Flying Scotsman – the locomotive Centenary Edition 1923-2023
Geoffrey Hughes, Philip Benham and Chris Nettleton
200 pages, 300mm x 210mm Softback £15, hardback at £25
Flying Scotsman was well on the way to the accolade of being known as the world’s most famous engine within only a few years of its construction in 1923. Digital broadcaster
Talking Pictures TV recently reinforced this when they screened a long-lost cinema feature film released in 1929, shot on the Hertford
Loop with the full co-operation of the LNER entitled ‘The Flying Scotsman’, where the central character was as much the engine as the actors playing out a drama around it. The film naturally gets a mention in this expanded 'Centenary' revision and update to the 2016 edition of historian Geoffrey Hughes original 2005 book but by now the film is nothing more than a curious footnote to a story that spans not only multiple generations but also the globe.
Released to celebrate the locomotive’s
100th birthday the chapters first take the reader through the service years 1923-63, Gresley’s original inspiration for the class and its appearance at the 1924 British Empire
Exhibition, he impressive high speed runs, performance and association with the train of the same name, he 1929 film, the rebuild in the 1940s through to service with British Railways and the final improvements carried in the later years of service. The engine was not saved for the National Collection as one might have expected, but took on a whole new life nurtured by charismatic new owner Alan Pegler. A further six chapters cover the Alan Pegler years and what became the calamitous American tour, the rescue by Bill McAlpine and return to Britain in 1973 followed by main line running and a visit to Australia, the return to Britain and the trials and tribulations that eventually led to the locomotive finally moving to the protection of the National Railway Museum in 2004. The drama however rumbled on, but the engine eventually emerged from a troubled restoration and has travelled extensively around Britain ever since entertaining and thrilling generations old and new.
Although we are familiar with the pervasive nature of media in 2023, a century ago it was less so, but nonetheless the LNER’s publicity department managed to set in motion a narrative that still endures today as anyone who has ventured out to witness the engine visit a heritage railway or pass through their local station will testify as they jostle for position amongst the general public who would otherwise take little interest in ‘trains’. This is however Flying Scotsman and it cuts through. This is a fabulous publication with excellent reproduction and featuring an extraordinary collection of colour and black and white images spanning a century of history.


**TASK ITEM:** Each entry must be reproduced precisely as it stands.
*** Block opens ***
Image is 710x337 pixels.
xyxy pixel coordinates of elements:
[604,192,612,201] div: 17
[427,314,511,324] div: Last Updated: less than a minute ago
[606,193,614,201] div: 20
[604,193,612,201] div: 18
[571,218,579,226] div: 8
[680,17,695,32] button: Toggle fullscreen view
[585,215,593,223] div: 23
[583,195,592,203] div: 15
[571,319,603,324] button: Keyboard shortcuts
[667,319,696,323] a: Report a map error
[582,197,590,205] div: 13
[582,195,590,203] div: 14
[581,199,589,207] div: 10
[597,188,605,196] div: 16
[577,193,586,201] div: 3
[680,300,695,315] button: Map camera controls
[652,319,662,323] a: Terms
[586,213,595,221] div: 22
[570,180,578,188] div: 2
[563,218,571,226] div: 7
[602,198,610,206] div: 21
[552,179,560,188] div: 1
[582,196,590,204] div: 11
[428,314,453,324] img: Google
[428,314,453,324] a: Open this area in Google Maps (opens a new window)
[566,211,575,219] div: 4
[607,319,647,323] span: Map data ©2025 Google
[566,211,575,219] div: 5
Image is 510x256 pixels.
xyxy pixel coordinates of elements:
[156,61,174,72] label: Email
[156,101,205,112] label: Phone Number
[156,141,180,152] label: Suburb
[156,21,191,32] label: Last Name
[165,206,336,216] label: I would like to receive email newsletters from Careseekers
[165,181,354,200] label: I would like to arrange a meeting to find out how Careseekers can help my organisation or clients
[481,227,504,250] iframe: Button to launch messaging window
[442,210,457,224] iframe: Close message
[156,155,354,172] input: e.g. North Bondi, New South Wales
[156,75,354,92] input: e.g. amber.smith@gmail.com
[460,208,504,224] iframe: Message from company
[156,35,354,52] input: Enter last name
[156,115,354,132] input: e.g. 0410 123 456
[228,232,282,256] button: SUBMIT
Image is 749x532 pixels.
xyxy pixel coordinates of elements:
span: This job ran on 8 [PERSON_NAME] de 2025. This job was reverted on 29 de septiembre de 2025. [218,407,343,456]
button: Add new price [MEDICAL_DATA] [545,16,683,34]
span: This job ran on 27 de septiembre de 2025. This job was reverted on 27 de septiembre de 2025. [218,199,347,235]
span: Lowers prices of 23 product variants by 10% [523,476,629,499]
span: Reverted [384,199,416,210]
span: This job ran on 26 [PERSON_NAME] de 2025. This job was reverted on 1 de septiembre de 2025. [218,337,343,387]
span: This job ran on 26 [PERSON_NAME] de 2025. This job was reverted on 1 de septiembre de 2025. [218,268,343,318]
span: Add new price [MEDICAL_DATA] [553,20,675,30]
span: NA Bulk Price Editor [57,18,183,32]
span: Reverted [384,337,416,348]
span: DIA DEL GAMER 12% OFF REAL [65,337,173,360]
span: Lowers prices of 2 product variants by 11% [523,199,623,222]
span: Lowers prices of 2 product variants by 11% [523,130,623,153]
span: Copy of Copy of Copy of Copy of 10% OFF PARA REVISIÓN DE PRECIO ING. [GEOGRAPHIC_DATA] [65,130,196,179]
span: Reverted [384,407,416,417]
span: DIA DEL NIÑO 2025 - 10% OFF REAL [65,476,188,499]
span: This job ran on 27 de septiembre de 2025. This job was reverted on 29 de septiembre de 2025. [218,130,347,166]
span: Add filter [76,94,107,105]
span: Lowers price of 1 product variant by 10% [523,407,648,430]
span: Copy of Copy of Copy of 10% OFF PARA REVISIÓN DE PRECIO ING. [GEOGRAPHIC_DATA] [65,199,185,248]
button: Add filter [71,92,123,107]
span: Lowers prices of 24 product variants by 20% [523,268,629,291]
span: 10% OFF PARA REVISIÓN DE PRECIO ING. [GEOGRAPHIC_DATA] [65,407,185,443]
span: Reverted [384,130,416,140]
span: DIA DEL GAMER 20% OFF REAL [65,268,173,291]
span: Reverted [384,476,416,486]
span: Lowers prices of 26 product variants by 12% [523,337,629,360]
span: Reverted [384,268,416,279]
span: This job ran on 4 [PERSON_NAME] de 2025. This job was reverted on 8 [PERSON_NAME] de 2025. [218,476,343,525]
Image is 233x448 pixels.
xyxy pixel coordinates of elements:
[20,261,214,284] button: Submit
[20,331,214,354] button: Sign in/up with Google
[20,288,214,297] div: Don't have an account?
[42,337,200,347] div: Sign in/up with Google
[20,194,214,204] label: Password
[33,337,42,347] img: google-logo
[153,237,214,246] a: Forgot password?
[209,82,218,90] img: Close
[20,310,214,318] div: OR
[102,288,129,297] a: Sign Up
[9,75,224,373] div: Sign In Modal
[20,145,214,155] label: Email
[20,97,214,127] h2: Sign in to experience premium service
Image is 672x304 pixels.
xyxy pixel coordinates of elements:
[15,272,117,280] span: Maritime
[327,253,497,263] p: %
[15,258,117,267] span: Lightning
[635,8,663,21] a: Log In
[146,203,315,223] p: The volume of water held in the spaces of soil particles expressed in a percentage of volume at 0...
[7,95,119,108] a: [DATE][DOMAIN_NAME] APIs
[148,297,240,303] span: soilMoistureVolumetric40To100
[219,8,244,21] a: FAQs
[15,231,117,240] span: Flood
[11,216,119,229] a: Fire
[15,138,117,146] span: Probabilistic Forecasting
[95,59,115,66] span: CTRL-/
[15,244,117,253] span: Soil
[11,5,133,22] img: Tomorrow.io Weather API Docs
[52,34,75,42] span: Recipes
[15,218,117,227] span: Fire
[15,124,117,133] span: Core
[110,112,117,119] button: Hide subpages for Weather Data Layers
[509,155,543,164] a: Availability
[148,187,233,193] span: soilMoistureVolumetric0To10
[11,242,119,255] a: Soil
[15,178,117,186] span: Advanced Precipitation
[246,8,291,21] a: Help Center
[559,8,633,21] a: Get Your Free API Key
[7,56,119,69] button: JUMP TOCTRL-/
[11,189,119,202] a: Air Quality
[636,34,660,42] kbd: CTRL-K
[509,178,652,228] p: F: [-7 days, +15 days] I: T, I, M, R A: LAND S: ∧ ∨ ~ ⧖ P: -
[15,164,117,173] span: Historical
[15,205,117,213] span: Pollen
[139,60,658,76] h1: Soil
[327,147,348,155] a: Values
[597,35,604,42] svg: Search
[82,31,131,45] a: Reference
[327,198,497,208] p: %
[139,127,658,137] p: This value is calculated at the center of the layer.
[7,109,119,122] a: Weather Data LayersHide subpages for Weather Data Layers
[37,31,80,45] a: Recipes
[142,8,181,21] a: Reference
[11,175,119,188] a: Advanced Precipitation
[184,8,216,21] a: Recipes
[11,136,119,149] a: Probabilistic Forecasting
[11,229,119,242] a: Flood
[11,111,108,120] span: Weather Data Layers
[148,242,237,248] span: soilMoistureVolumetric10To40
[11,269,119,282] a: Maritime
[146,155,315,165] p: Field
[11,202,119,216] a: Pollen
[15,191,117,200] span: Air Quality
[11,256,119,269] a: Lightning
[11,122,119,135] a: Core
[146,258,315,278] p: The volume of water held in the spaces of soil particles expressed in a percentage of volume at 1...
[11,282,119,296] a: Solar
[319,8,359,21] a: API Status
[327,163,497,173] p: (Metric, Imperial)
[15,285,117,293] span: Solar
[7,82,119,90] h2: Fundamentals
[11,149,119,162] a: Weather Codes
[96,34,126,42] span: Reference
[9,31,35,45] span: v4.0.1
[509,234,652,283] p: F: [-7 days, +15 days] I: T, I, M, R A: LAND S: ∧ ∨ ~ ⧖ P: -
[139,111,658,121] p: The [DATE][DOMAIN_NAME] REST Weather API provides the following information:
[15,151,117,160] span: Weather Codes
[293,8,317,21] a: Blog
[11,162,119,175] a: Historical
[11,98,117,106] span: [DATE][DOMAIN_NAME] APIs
*** Block closes ***
**ANSWER:**
Image is 710x337 pixels.
xyxy pixel coordinates of elements:
[604,192,612,201] div: 17
[427,314,511,324] div: Last Updated: less than a minute ago
[606,193,614,201] div: 20
[604,193,612,201] div: 18
[571,218,579,226] div: 8
[680,17,695,32] button: Toggle fullscreen view
[585,215,593,223] div: 23
[583,195,592,203] div: 15
[571,319,603,324] button: Keyboard shortcuts
[667,319,696,323] a: Report a map error
[582,197,590,205] div: 13
[582,195,590,203] div: 14
[581,199,589,207] div: 10
[597,188,605,196] div: 16
[577,193,586,201] div: 3
[680,300,695,315] button: Map camera controls
[652,319,662,323] a: Terms
[586,213,595,221] div: 22
[570,180,578,188] div: 2
[563,218,571,226] div: 7
[602,198,610,206] div: 21
[552,179,560,188] div: 1
[582,196,590,204] div: 11
[428,314,453,324] img: Google
[428,314,453,324] a: Open this area in Google Maps (opens a new window)
[566,211,575,219] div: 4
[607,319,647,323] span: Map data ©2025 Google
[566,211,575,219] div: 5
Image is 510x256 pixels.
xyxy pixel coordinates of elements:
[156,61,174,72] label: Email
[156,101,205,112] label: Phone Number
[156,141,180,152] label: Suburb
[156,21,191,32] label: Last Name
[165,206,336,216] label: I would like to receive email newsletters from Careseekers
[165,181,354,200] label: I would like to arrange a meeting to find out how Careseekers can help my organisation or clients
[481,227,504,250] iframe: Button to launch messaging window
[442,210,457,224] iframe: Close message
[156,155,354,172] input: e.g. North Bondi, New South Wales
[156,75,354,92] input: e.g. amber.smith@gmail.com
[460,208,504,224] iframe: Message from company
[156,35,354,52] input: Enter last name
[156,115,354,132] input: e.g. 0410 123 456
[228,232,282,256] button: SUBMIT
Image is 749x532 pixels.
xyxy pixel coordinates of elements:
span: This job ran on 8 [PERSON_NAME] de 2025. This job was reverted on 29 de septiembre de 2025. [218,407,343,456]
button: Add new price [MEDICAL_DATA] [545,16,683,34]
span: This job ran on 27 de septiembre de 2025. This job was reverted on 27 de septiembre de 2025. [218,199,347,235]
span: Lowers prices of 23 product variants by 10% [523,476,629,499]
span: Reverted [384,199,416,210]
span: This job ran on 26 [PERSON_NAME] de 2025. This job was reverted on 1 de septiembre de 2025. [218,337,343,387]
span: This job ran on 26 [PERSON_NAME] de 2025. This job was reverted on 1 de septiembre de 2025. [218,268,343,318]
span: Add new price [MEDICAL_DATA] [553,20,675,30]
span: NA Bulk Price Editor [57,18,183,32]
span: Reverted [384,337,416,348]
span: DIA DEL GAMER 12% OFF REAL [65,337,173,360]
span: Lowers prices of 2 product variants by 11% [523,199,623,222]
span: Lowers prices of 2 product variants by 11% [523,130,623,153]
span: Copy of Copy of Copy of Copy of 10% OFF PARA REVISIÓN DE PRECIO ING. [GEOGRAPHIC_DATA] [65,130,196,179]
span: Reverted [384,407,416,417]
span: DIA DEL NIÑO 2025 - 10% OFF REAL [65,476,188,499]
span: This job ran on 27 de septiembre de 2025. This job was reverted on 29 de septiembre de 2025. [218,130,347,166]
span: Add filter [76,94,107,105]
span: Lowers price of 1 product variant by 10% [523,407,648,430]
span: Copy of Copy of Copy of 10% OFF PARA REVISIÓN DE PRECIO ING. [GEOGRAPHIC_DATA] [65,199,185,248]
button: Add filter [71,92,123,107]
span: Lowers prices of 24 product variants by 20% [523,268,629,291]
span: 10% OFF PARA REVISIÓN DE PRECIO ING. [GEOGRAPHIC_DATA] [65,407,185,443]
span: Reverted [384,130,416,140]
span: DIA DEL GAMER 20% OFF REAL [65,268,173,291]
span: Reverted [384,476,416,486]
span: Lowers prices of 26 product variants by 12% [523,337,629,360]
span: Reverted [384,268,416,279]
span: This job ran on 4 [PERSON_NAME] de 2025. This job was reverted on 8 [PERSON_NAME] de 2025. [218,476,343,525]
Image is 233x448 pixels.
xyxy pixel coordinates of elements:
[20,261,214,284] button: Submit
[20,331,214,354] button: Sign in/up with Google
[20,288,214,297] div: Don't have an account?
[42,337,200,347] div: Sign in/up with Google
[20,194,214,204] label: Password
[33,337,42,347] img: google-logo
[153,237,214,246] a: Forgot password?
[209,82,218,90] img: Close
[20,310,214,318] div: OR
[102,288,129,297] a: Sign Up
[9,75,224,373] div: Sign In Modal
[20,145,214,155] label: Email
[20,97,214,127] h2: Sign in to experience premium service
Image is 672x304 pixels.
xyxy pixel coordinates of elements:
[15,272,117,280] span: Maritime
[327,253,497,263] p: %
[15,258,117,267] span: Lightning
[635,8,663,21] a: Log In
[146,203,315,223] p: The volume of water held in the spaces of soil particles expressed in a percentage of volume at 0...
[7,95,119,108] a: [DATE][DOMAIN_NAME] APIs
[148,297,240,303] span: soilMoistureVolumetric40To100
[219,8,244,21] a: FAQs
[15,231,117,240] span: Flood
[11,216,119,229] a: Fire
[15,138,117,146] span: Probabilistic Forecasting
[95,59,115,66] span: CTRL-/
[15,244,117,253] span: Soil
[11,5,133,22] img: Tomorrow.io Weather API Docs
[52,34,75,42] span: Recipes
[15,218,117,227] span: Fire
[15,124,117,133] span: Core
[110,112,117,119] button: Hide subpages for Weather Data Layers
[509,155,543,164] a: Availability
[148,187,233,193] span: soilMoistureVolumetric0To10
[11,242,119,255] a: Soil
[15,178,117,186] span: Advanced Precipitation
[246,8,291,21] a: Help Center
[559,8,633,21] a: Get Your Free API Key
[7,56,119,69] button: JUMP TOCTRL-/
[11,189,119,202] a: Air Quality
[636,34,660,42] kbd: CTRL-K
[509,178,652,228] p: F: [-7 days, +15 days] I: T, I, M, R A: LAND S: ∧ ∨ ~ ⧖ P: -
[15,164,117,173] span: Historical
[15,205,117,213] span: Pollen
[139,60,658,76] h1: Soil
[327,147,348,155] a: Values
[597,35,604,42] svg: Search
[82,31,131,45] a: Reference
[327,198,497,208] p: %
[139,127,658,137] p: This value is calculated at the center of the layer.
[7,109,119,122] a: Weather Data LayersHide subpages for Weather Data Layers
[37,31,80,45] a: Recipes
[142,8,181,21] a: Reference
[11,175,119,188] a: Advanced Precipitation
[184,8,216,21] a: Recipes
[11,136,119,149] a: Probabilistic Forecasting
[11,229,119,242] a: Flood
[11,111,108,120] span: Weather Data Layers
[148,242,237,248] span: soilMoistureVolumetric10To40
[11,269,119,282] a: Maritime
[146,155,315,165] p: Field
[11,202,119,216] a: Pollen
[15,191,117,200] span: Air Quality
[11,256,119,269] a: Lightning
[11,122,119,135] a: Core
[146,258,315,278] p: The volume of water held in the spaces of soil particles expressed in a percentage of volume at 1...
[11,282,119,296] a: Solar
[319,8,359,21] a: API Status
[327,163,497,173] p: (Metric, Imperial)
[15,285,117,293] span: Solar
[7,82,119,90] h2: Fundamentals
[11,149,119,162] a: Weather Codes
[96,34,126,42] span: Reference
[9,31,35,45] span: v4.0.1
[509,234,652,283] p: F: [-7 days, +15 days] I: T, I, M, R A: LAND S: ∧ ∨ ~ ⧖ P: -
[139,111,658,121] p: The [DATE][DOMAIN_NAME] REST Weather API provides the following information:
[15,151,117,160] span: Weather Codes
[293,8,317,21] a: Blog
[11,162,119,175] a: Historical
[11,98,117,106] span: [DATE][DOMAIN_NAME] APIs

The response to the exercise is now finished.